The body in the woods was Phoebe's (Nadia Alexander). Maddie changed her name and was living a quiet, normal life as the mother of a young child, having finally left town that very night J.D. told her to get lost. J.D. (Jacob Pitts) was killed by some guys who worked for him in his opioid ring who got spooked that he was talking to police. He got access to those opioids by blackmailing Frankie's father, Dr. Patrick Belmont (Christopher Innvar), over his role in covering up Phoebe's death and imprisoning Cora.

​Jessica Biel, The Sinner

Jessica Biel, The Sinner

USA Network, Peter Kramer/USA Network

That's right; Det. Ambrose (Bill Pullman) put it together that Dr. Belmont was the one holding Cora. He pulled some strings again and took her to the Belmonts' house and she pulled away some peeling paint in a bedroom to reveal that distinctive wallpaper. And then she remembered: Frankie called his dad, who came to the Beverwyck to clean up the situation for his son. He and J.D. buried Phoebe in the woods, and then, unable to kill Cora, he took her home and cared for her until she was well enough to be released into the wilds of Poughkeepsie. He drugged her so much that she didn't remember what had happened to her, and he was so nervous when injecting her that he left the huge scars on her arms. He was the one in the ski mask.

But Cora didn't seem to have very hard feelings for him. "I know you did it for your son," she told him, perhaps thinking of her own son, who was doing pretty well, all things considered. He apologized.

In the car back to the prison, Ambrose finally articulated what made him help Cora. The first time he interviewed her, the way she blamed herself reminded him of how he blames himself. He saw in her a kid who was abused the same way he was. He doesn't know how to help himself, but he could help her.

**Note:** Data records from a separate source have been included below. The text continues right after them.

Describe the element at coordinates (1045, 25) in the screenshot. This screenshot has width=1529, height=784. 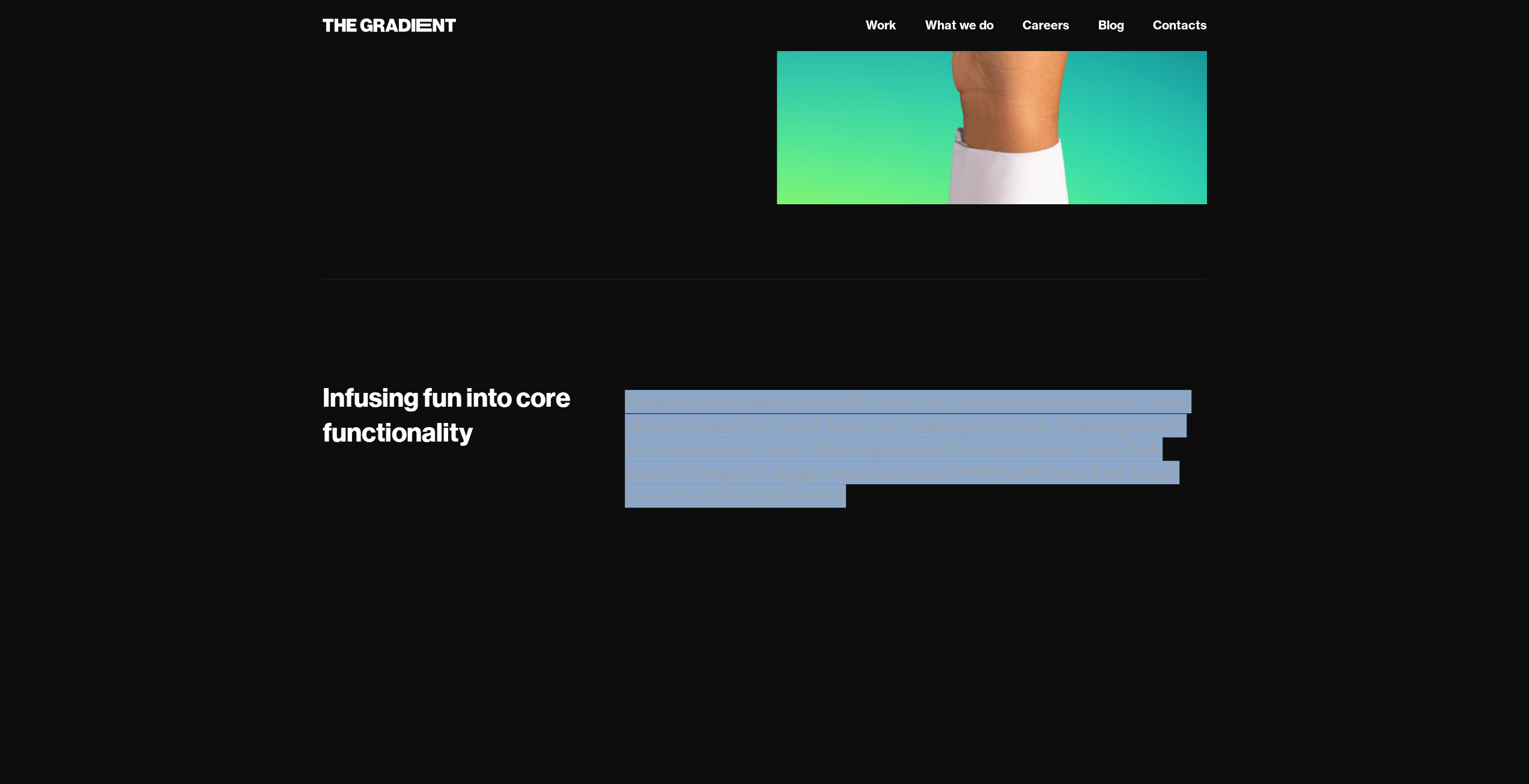
I see `a: Careers` at that location.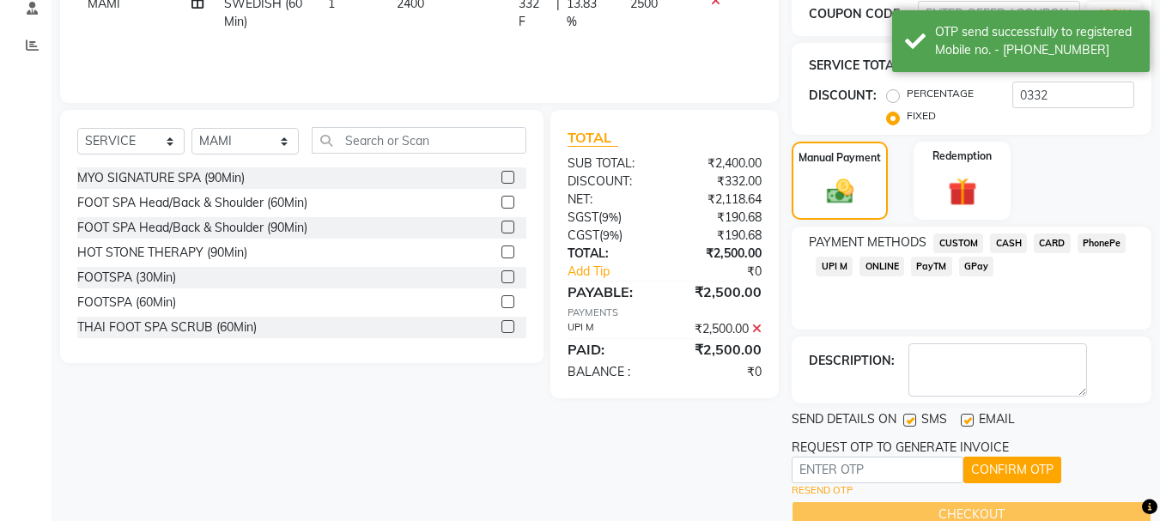  Describe the element at coordinates (840, 158) in the screenshot. I see `label: Manual Payment` at that location.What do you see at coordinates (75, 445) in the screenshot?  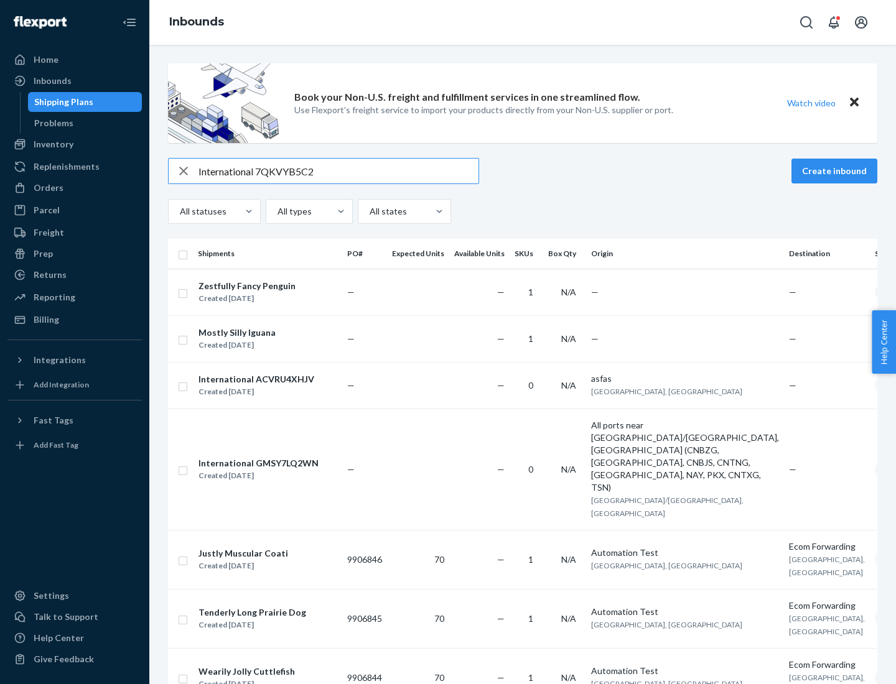 I see `a: Add Fast Tag` at bounding box center [75, 445]. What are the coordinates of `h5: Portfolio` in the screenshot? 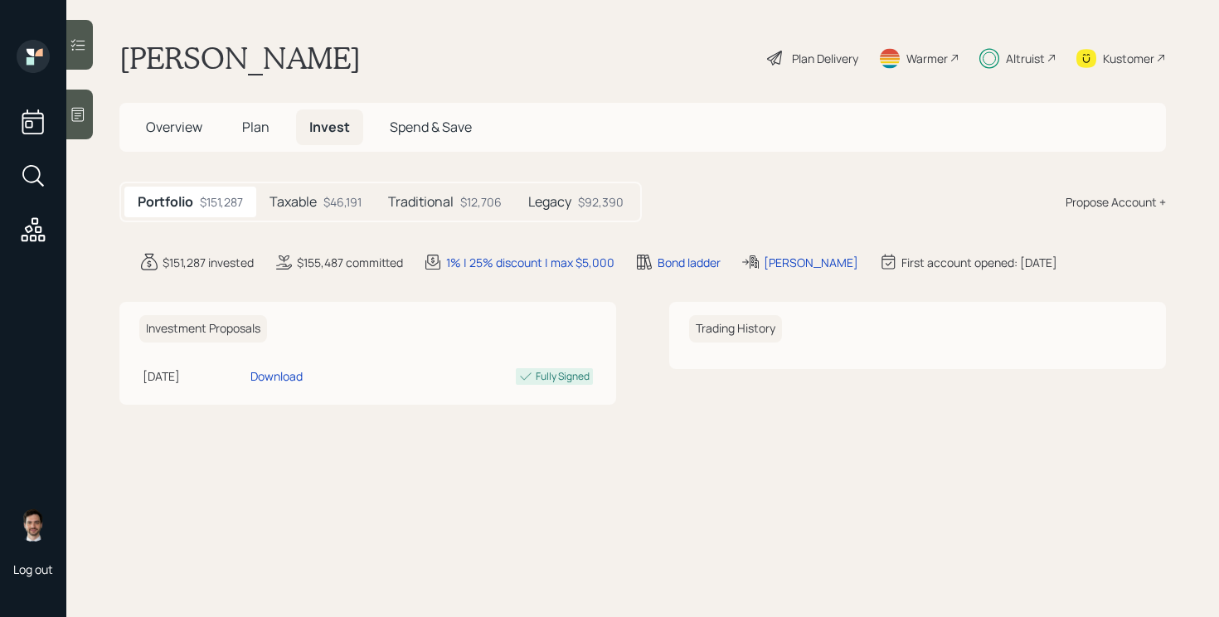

Here's Why Jessica Biel Murdered That Guy on The Sinner

Cora was granted another hearing, and after learning about what Cora went through, the judge reduced the conviction from murder to manslaughter on the grounds that Cora acted under the influence of extreme mental disturbance. Cora's prison sentence was commuted to commitment to a psychiatric facility. She would be evaluated in two years, and if she was found to not be a danger to herself or others, she would be released and could resume her life with Mason (Christopher Abbott) and their son.

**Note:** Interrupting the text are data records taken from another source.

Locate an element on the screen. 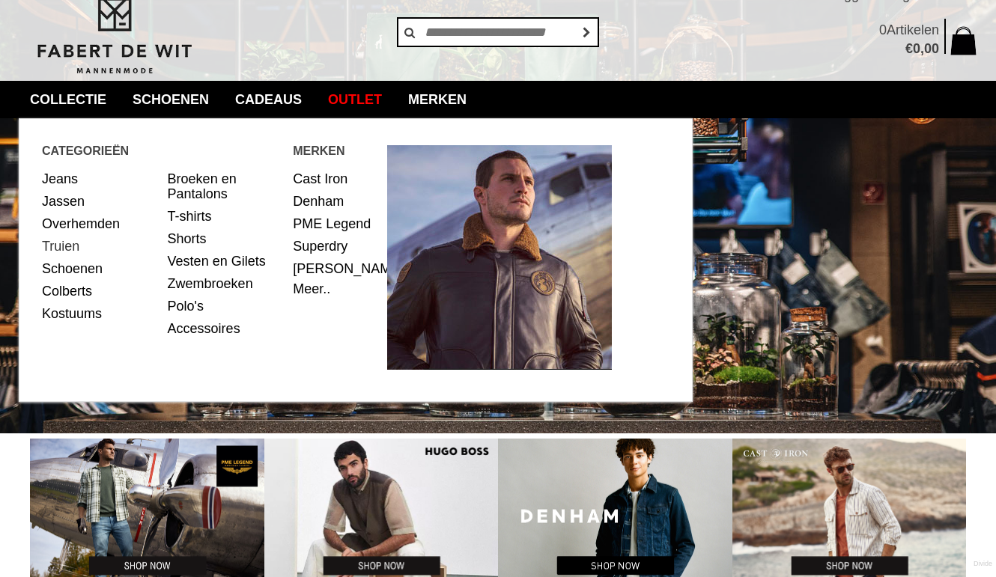 This screenshot has width=996, height=577. a: Superdry is located at coordinates (334, 246).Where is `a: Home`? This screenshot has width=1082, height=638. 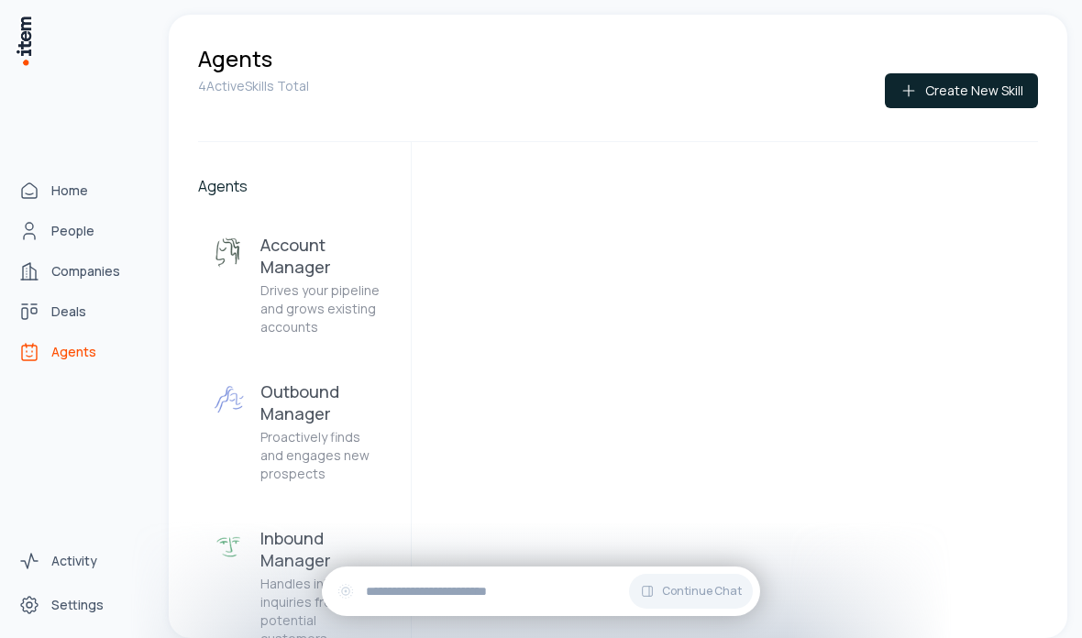 a: Home is located at coordinates (81, 191).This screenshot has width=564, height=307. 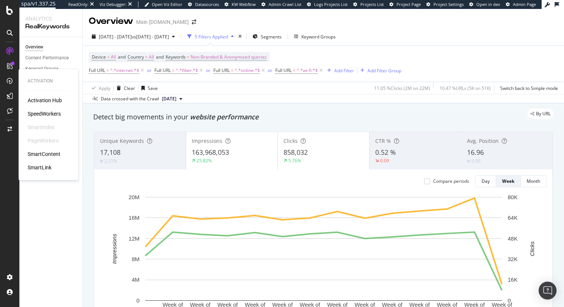 What do you see at coordinates (51, 47) in the screenshot?
I see `a: Overview` at bounding box center [51, 47].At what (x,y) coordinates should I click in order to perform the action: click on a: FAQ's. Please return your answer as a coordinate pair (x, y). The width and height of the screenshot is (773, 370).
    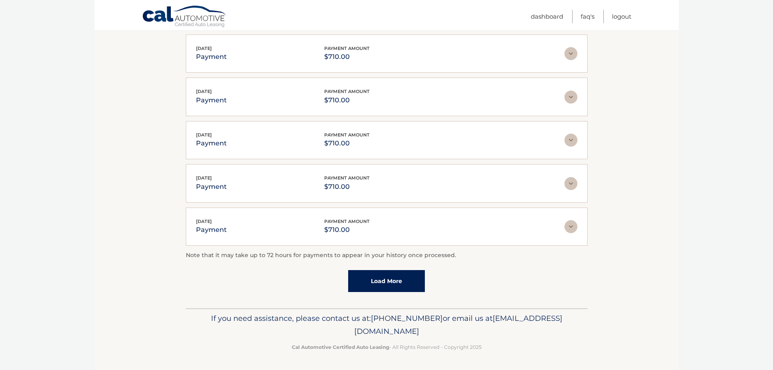
    Looking at the image, I should click on (588, 16).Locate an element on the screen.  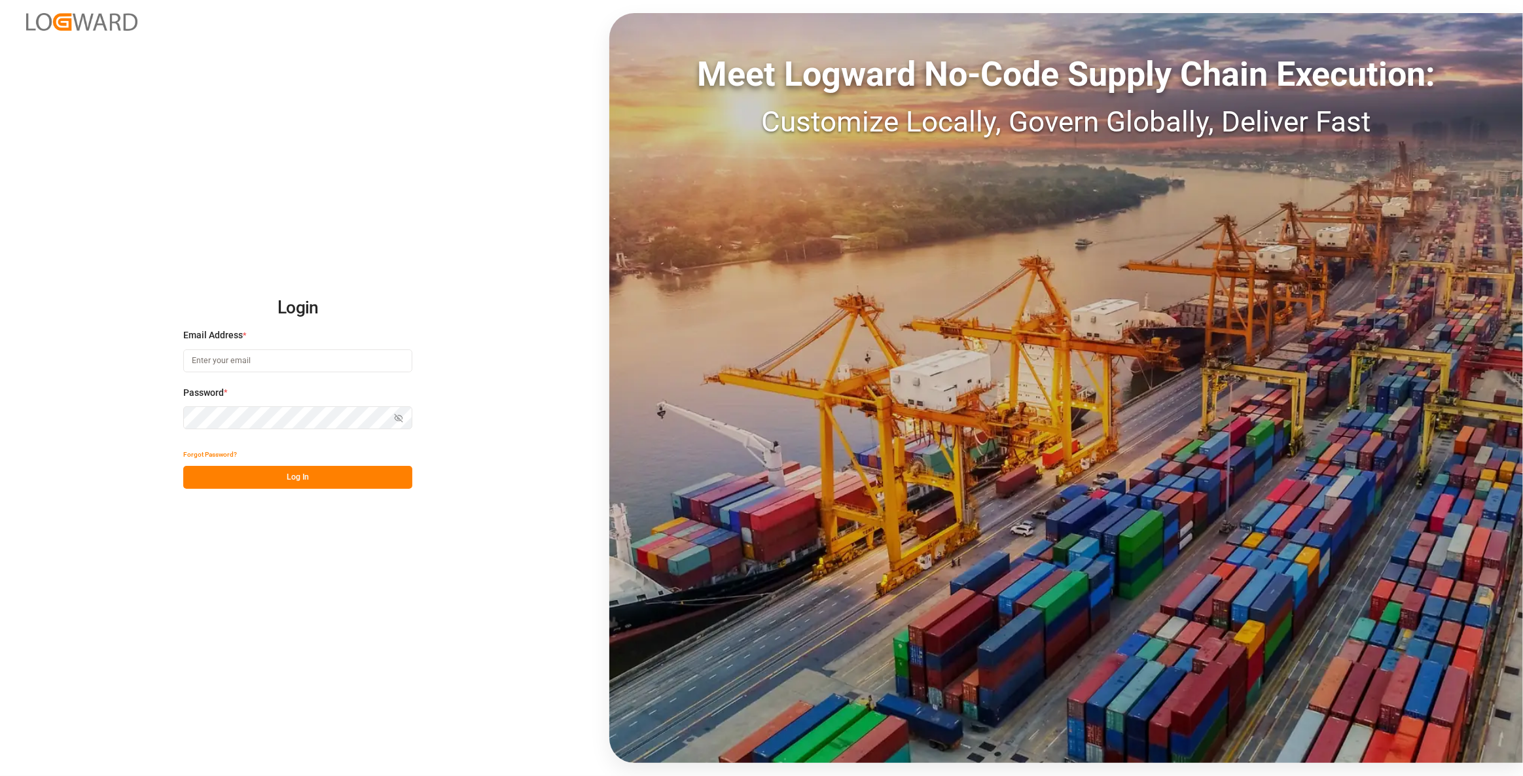
button: Forgot Password? is located at coordinates (210, 454).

"You look happy, maybe," Ambrose told her, and since she was handcuffed and couldn't hug him, she put her head against his chest. He hugged her. Then he went out to his car and looked at his bloody, blistered, S&M-ed fingernails.

It was a farfetched, overly neat ending with a lot of "hmm, I don't buy that" moments -- the Belmonts painted over the wallpaper? Who does that? And Phoebe was in love with Frankie after knowing him for like an hour? It was an ending that, like the rest of the show, was sort of good but not all the way there. The Sinner took itself more seriously than the audience did. But the finale contained some of Jessica Biel's best acting in the series and from what I've heard it stayed true to what happened in the book. And a happy ending was a genuinely surprising final twist in a show chockfull of them.